Do any of you have experience with cleaning in place of plate heatexchangers in combination with natural surface water? We want to prevent the build-up of fouling due to biological growth of organisms. I see a lot of applications in the food and beverages industry. But there the circumstances may be different and more defined. I am confronted with an almost absolute requirement that no cleaning chemicals are allowed to land into the outlet pipe of the cooling system. The emission license doesn't give any maximal concentrations, that are being allowed. Thereupon the use of the natural water as a cooling resource is already under heavy environmental discussion. The latter is more a political thing, but quite sensitive. Taking all this into account I wonder whether cleaning in place is feasible. Unless any of you can give me a hint about proven possibility to clean in place a plate heatexchanger on the cooling water side. without a risk of contaminating the lake, where the cooling water is pumped back to. Can I assume that CIP in combination with food or beverages is thus secure, that my worry about emitting chemicals in the lake is just neglectable risk?

Let me take the opportunity to wish you all a healthy and prosperous 2011.

Karel Postulart, The Netherlands
Nuon Power Generation

RE: Cleaning in place / cooling with surface water

By plate heat exchanger do you mean plate and frame (PHE)?

If so, where they originated was the dairy industry where the requirement is that all equipment is disassembled and steam cleaned daily.  They later progressed into industrial uses.

First, you should make sure that you have a good straining system on the cooling water.  Your PHE mfg'r will be able to tell you the largest particle that the plate passages will permit to pass through.  Any thing larger than that, and the PHE will become a VERY GOOD strainer.

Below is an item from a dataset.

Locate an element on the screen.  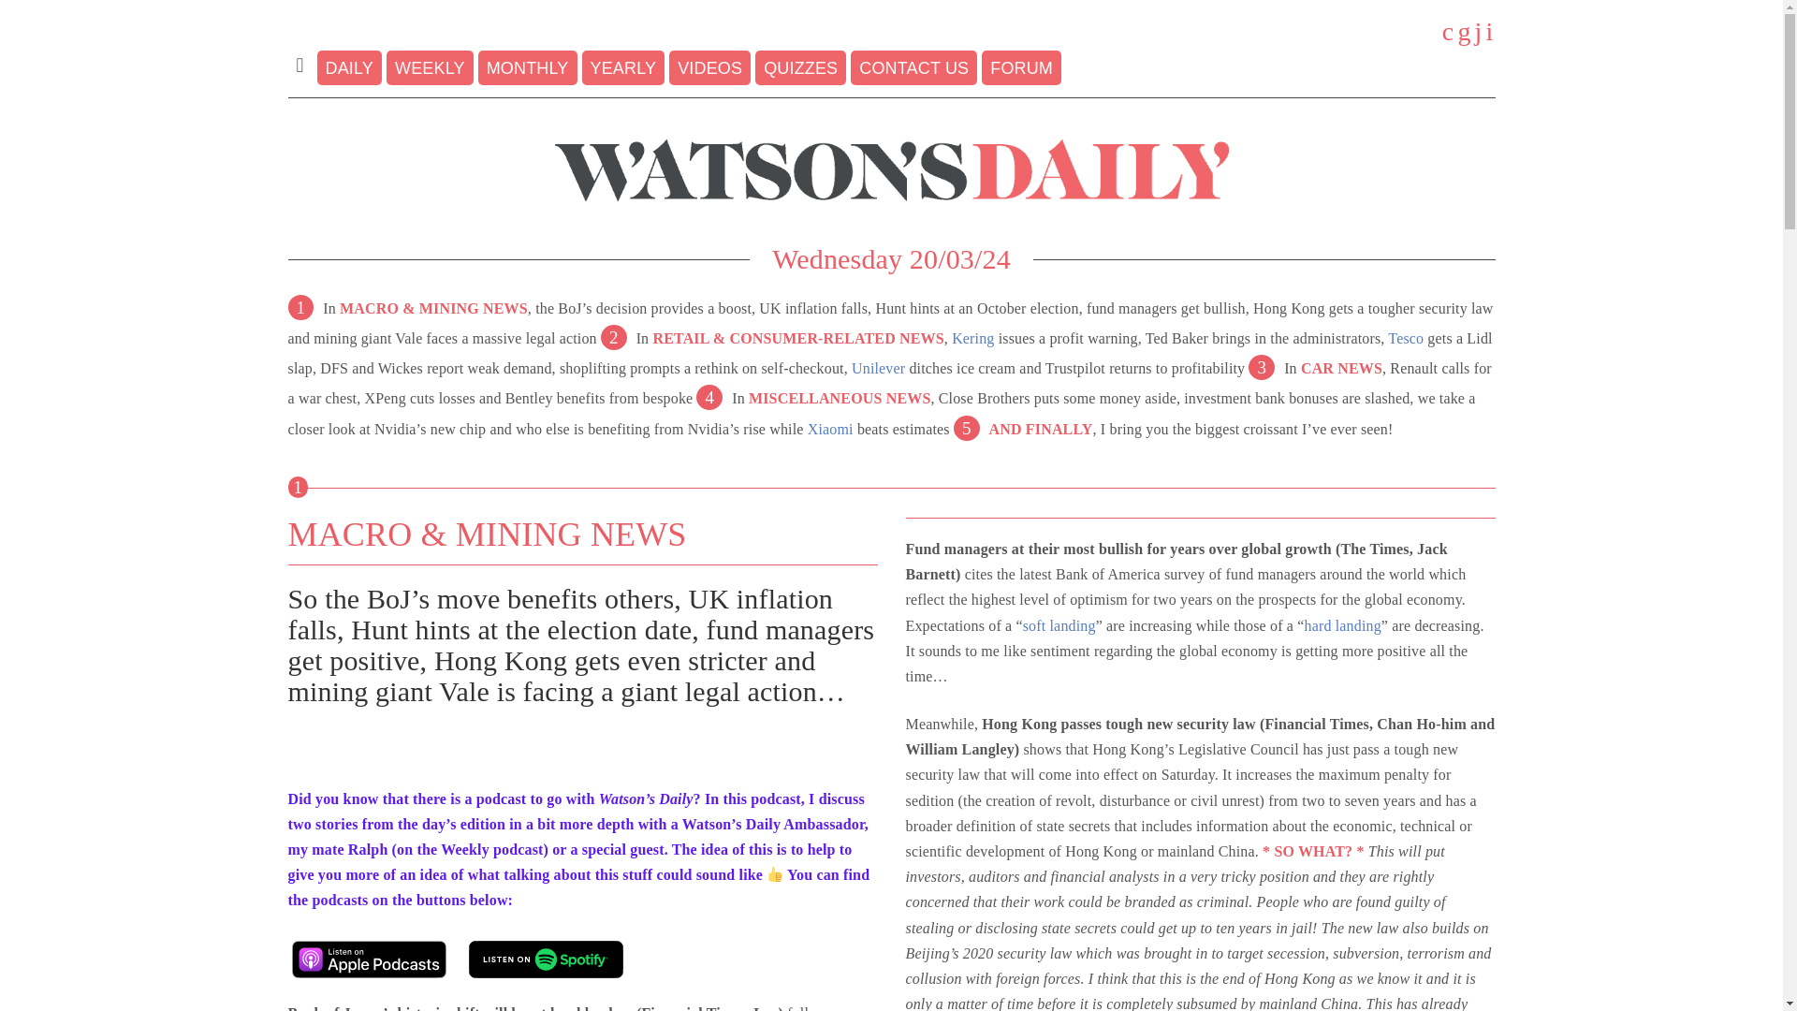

That done, you could arrange valving so that you can back flush the CW side by reverse flow.  That won't really do anything for biological growth, however.  Look at Alfa Laval's site and GEA Ecoflex's site in their sugar section to see if they have any examples of that type of valving.  I know that they have schemes for that type of back flushing on PHE's that handle dirty flow streams, but I don't know if they show it on the site (and I'll let you do the looking.)

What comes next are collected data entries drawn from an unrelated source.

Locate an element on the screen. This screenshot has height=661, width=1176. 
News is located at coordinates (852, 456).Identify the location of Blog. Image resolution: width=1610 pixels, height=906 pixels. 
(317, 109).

Make sure that your design velocities are where the mfg'r recommends that they should be.  The biggest mistake I see made in PHE application is that the velocity, especially the dirty side velocity isn't designed to be high enough to take advantage of the plate's ability to stay clean.

Back to the original question, based on my first comment above, you have the best of all worlds with respect to cleaning without having any objectionable effluent in that your Hx is designed to be disassembled and cleaned.  Use it like it was designed and watch the tubular Hx guys cry.